Historia de la revista
Oral History emerged as an organised field in the mid-twentieth century, especially with the project launched by Allan Nevins at Columbia University in 1948, initially aimed at preserving the testimonies of public figures. Very soon, however, it ceased to be merely a technique for collecting the memories of elites and became a central tool in the renewal of social history. Its main problems were identified from the outset: the subjectivity of memory, silences, the distortion of recollection, the influence of the present on narration, and the weight of the relationship between interviewer and interviewee. Yet these very limits also became part of its value. Oral history not only makes it possible to recover facts absent from other sources, but also to access experiences, emotions, languages, identities and ways of shaping the past that written documents rarely capture. Its first major developments were linked to labour history, women’s history, the history of minorities, exile, war and subaltern subjects.
In Spain, its introduction came later, but it proved fundamental for the study of the recent past. Among the pioneering works, Ronald Fraser stands out unquestionably, as his book Recuérdalo tú y recuérdalo a otros brought together hundreds of testimonies on the Spanish Civil War and opened a decisive path in the systematic use of interviews to study the lived experience of the conflict. This collection was later deposited in the Arxiu Històric de la Ciutat de Barcelona. Alongside Fraser, Mercedes Vilanova played a central role in consolidating Oral History in Spain. In this process, the founding of the journal Historia y Fuente Oral in 1989, later renamed Historia, Antropología y Fuentes Orales, was crucial. The trajectory of HAFO was decisive because it provided stability to a space for methodological and theoretical debate, connected Spanish Oral History with international discussions, and opened the field to a broader dialogue with anthropology, sociology and gender studies. It was not merely a specialised journal, but a platform of academic legitimation for a way of doing history that still had to defend its place against more documentary and positivist traditions. At the same time, pioneering projects for the collection and preservation of testimonies and memories began to emerge in different territories. In addition to the Ronald Fraser collection, the role of Mercedes Vilanova and Cristina Borderías in Barcelona should be highlighted, as well as the Archivo de la Memoria of the Experiencia Moderna group, focused on preserving life stories and recent memories. In Galicia, an important precedent was HISTORGA, promoted by Isaura Varela, Marc Wounter and Xurxo Pantaleón at the Universidade de Santiago de Compostela, one of the first systematic Oral History efforts on recent Galician history. This was joined by other pioneering or very early projects, such as the Arxiu de la Paraula of the Museu de la Paraula and various university, trade union, local and memorial collections that expanded the use of testimonies in the study of the Civil War, Francoism, exile, the transition, and workers’ and neighbourhood memories. Although they were not always developed strictly under the label of “Oral History”, all of them helped to broaden the archive of experience and to legitimise testimony as a source of historical knowledge.
Despite this, and despite the growing use of oral sources by history, sociology, anthropology, social psychology and political science, Oral History in the Iberian sphere has not yet achieved the degree of institutional and disciplinary consolidation that it has reached elsewhere. In Latin America, for example, its development has been closely linked to the study of the margins of history, the memories of violence, decolonial approaches and the recovery of historically subalternised subjects. In the Anglo-Saxon world, meanwhile, it has achieved much stronger institutional consolidation, with associations, journals, archives and stable programmes for decades. Particularly important in this development has been the International Oral History Association, founded in 1996, whose aim has been to promote research, preservation and international exchange around Oral History, strengthening its transnational and interdisciplinary dimension.
It is precisely in this context, and in the face of the wide use of testimonies in Iberian historiography without the existence of a sufficiently solid and stable space to articulate this field, that this journal is born. Its purpose clearly connects with what Historia, Antropología y Fuentes Orales represented, but it also seeks to respond to the current challenges of research. The journal was established in 2026 through the Institute of Contemporary Studies, Politics and Governance, directed by Álvaro Ribagorda, and the Julio Caro Baroja Institute of Historiography, directed by Laura Branciforte, both at Universidad Carlos III de Madrid. Its creation is also linked to the impetus of the Iberian Oral History Network, a project initiated by Miren Llona in 2023. This network has been playing a central role in revitalising Oral History in the Iberian sphere, and its synergy with the initiative led by Francisco Leira, supported by both institutes, made the launch of the journal possible.
RIHO – Revista Interdisciplinar de Historia Oral thus emerges as a meeting place between disciplines and with a clear commitment to historiographical renewal. Its aim is to provide a space in which to learn about and discuss the main Oral History archive projects, teaching innovation initiatives working with interviews, memory and testimony, and the most relevant studies using oral sources in history, sociology, anthropology, social psychology or political science. In short, it seeks to strengthen a field that already exists in research practice, but which still requires greater institutional, methodological and editorial articulation in the Iberian sphere.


The problem
Each line of the data below that holds the word "handed" is to be reported in full.

Segment Open

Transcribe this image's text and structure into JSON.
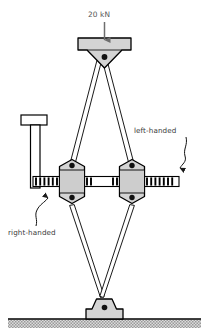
{
  "diagram": {
    "background_color": "#ffffff",
    "line_color": "#000000",
    "metal_fill": "#d4d4d4",
    "metal_fill_light": "#e2e2e2",
    "ground_fill": "#cfcfcf",
    "arrow_color": "#6e6e6e",
    "text_color": "#3a3a3a"
  },
  "annotations": {
    "load": {
      "label": "20 kN",
      "icon": "down-arrow-icon",
      "arrow_direction": "down"
    },
    "left_thread": {
      "label": "left-handed",
      "leader": "wavy-leader-icon",
      "points_to": "right-end-threaded-rod"
    },
    "right_thread": {
      "label": "right-handed",
      "leader": "wavy-leader-icon",
      "points_to": "left-end-threaded-rod"
    }
  },
  "components": {
    "top_block": "top-load-block",
    "bottom_block": "base-support-block",
    "left_nut": "left-nut-block",
    "right_nut": "right-nut-block",
    "crank_handle": "crank-handle",
    "turnbuckle_rod": "turnbuckle-threaded-rod",
    "links": [
      "link-top-left",
      "link-top-right",
      "link-bottom-left",
      "link-bottom-right"
    ],
    "pins": [
      "pin-top",
      "pin-left-upper",
      "pin-left-lower",
      "pin-right-upper",
      "pin-right-lower",
      "pin-bottom"
    ],
    "ground": "ground-hatching"
  }
}
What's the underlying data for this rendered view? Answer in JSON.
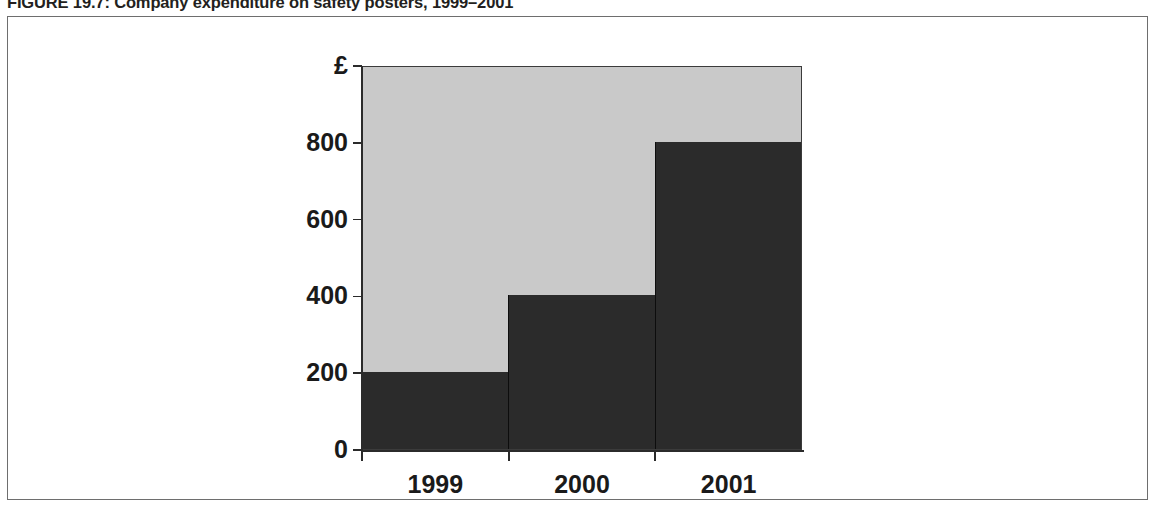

Segment Closed

Your response
      "label": "left-handed",
      "label": "right-handed",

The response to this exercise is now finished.